More information: Tectonic Activity on Pluto After the Charon-Forming Impact, Icarus, Available online 4 April 2014. dx.doi.org/10.1016/j.icarus.2014.03.042 . Available on Arxiv: xxx.lanl.gov/abs/1403.6377

Wednesday, May 1, 2013

NASA's OSIRIS-REx Spacecraft will visit the newly named asteroid Bennu

An asteroid that will be explored by a NASA spacecraft has a new name, (Bennu) thanks to a third-grade student in North Carolina. 

NASA's Origins-Spectral Interpretation-Resource Identification-Security-Regolith Explorer (OSIRIS-REx) spacecraft will visit the asteroid now called Bennu, named after an important ancient Egyptian avian deity.

OSIRIS-Rex is scheduled to launch in 2016, rendezvous with Bennu in 2018 and return a sample of the asteroid to Earth in 2023.


The name for the carbon-rich asteroid, designated in the scientific community as (101955) 1999 RQ36, is the winning entry in an international student contest.

Michael Puzio
Nine-year-old Michael Puzio suggested the name because he imagined the Touch-and-Go Sample Mechanism (TAGSAM) arm and solar panels on OSIRIS-REx look like the neck and wings in drawings of Bennu, which Egyptians usually depicted as a gray heron.

Puzio wrote the name suits the asteroid because it means "the ascending one," or "to shine."

TAGSAM will collect a sample from Bennu and store it for return to Earth.

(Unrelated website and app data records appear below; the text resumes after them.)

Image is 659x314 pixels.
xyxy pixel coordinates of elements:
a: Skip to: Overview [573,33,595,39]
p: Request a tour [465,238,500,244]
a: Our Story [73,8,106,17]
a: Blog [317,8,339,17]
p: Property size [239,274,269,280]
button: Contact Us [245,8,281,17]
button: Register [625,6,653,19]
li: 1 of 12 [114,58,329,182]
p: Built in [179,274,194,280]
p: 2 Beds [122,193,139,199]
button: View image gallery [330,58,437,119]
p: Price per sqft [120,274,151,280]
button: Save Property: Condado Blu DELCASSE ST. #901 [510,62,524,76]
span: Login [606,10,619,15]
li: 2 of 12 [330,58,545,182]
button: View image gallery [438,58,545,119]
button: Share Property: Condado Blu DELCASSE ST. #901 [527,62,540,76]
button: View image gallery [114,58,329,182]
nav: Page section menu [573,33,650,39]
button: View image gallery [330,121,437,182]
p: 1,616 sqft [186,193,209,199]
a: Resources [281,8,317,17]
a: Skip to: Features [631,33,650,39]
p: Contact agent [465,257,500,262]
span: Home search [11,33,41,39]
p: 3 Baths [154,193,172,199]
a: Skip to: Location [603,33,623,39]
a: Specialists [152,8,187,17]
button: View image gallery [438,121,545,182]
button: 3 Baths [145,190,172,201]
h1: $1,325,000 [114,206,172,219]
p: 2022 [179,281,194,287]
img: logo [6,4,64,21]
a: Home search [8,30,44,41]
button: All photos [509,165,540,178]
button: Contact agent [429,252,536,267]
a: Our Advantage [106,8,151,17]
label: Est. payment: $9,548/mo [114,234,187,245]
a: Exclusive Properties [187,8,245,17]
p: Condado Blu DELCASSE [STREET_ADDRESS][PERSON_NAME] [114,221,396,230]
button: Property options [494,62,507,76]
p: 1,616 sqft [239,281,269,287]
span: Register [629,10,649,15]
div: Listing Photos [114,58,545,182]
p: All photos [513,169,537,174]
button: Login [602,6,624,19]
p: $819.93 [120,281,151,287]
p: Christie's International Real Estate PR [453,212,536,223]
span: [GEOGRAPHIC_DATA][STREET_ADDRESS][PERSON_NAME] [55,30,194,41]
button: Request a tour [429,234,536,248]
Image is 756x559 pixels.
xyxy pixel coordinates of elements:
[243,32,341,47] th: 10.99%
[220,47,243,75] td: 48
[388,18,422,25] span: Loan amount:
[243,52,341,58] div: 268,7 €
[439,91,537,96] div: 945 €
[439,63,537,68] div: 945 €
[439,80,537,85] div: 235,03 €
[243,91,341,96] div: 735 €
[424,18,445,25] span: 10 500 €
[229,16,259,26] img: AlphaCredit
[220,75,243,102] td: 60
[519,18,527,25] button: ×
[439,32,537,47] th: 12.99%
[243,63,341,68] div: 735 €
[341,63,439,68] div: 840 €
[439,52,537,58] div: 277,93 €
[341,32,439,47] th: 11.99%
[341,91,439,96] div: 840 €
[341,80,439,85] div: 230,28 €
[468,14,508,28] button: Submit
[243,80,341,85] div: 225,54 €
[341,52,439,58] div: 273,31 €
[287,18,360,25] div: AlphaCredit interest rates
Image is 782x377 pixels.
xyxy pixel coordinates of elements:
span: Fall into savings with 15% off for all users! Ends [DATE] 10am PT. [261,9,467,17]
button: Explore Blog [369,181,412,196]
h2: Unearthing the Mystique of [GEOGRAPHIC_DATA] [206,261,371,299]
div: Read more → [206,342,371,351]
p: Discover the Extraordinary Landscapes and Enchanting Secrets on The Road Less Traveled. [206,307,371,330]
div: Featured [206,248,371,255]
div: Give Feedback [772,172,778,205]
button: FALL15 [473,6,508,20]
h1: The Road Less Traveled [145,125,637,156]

The sample could hold clues to the origin of the solar system and the source of water and organic molecules that may have contributed to the development of life on Earth.



The mission will be a vital part of NASA's plans to find, study, capture and relocate an asteroid for exploration by astronauts.

NASA recently announced an asteroid initiative proposing a strategy to leverage human and robotic activities for the first human mission to an asteroid while also accelerating efforts to improve detection and characterization of asteroids.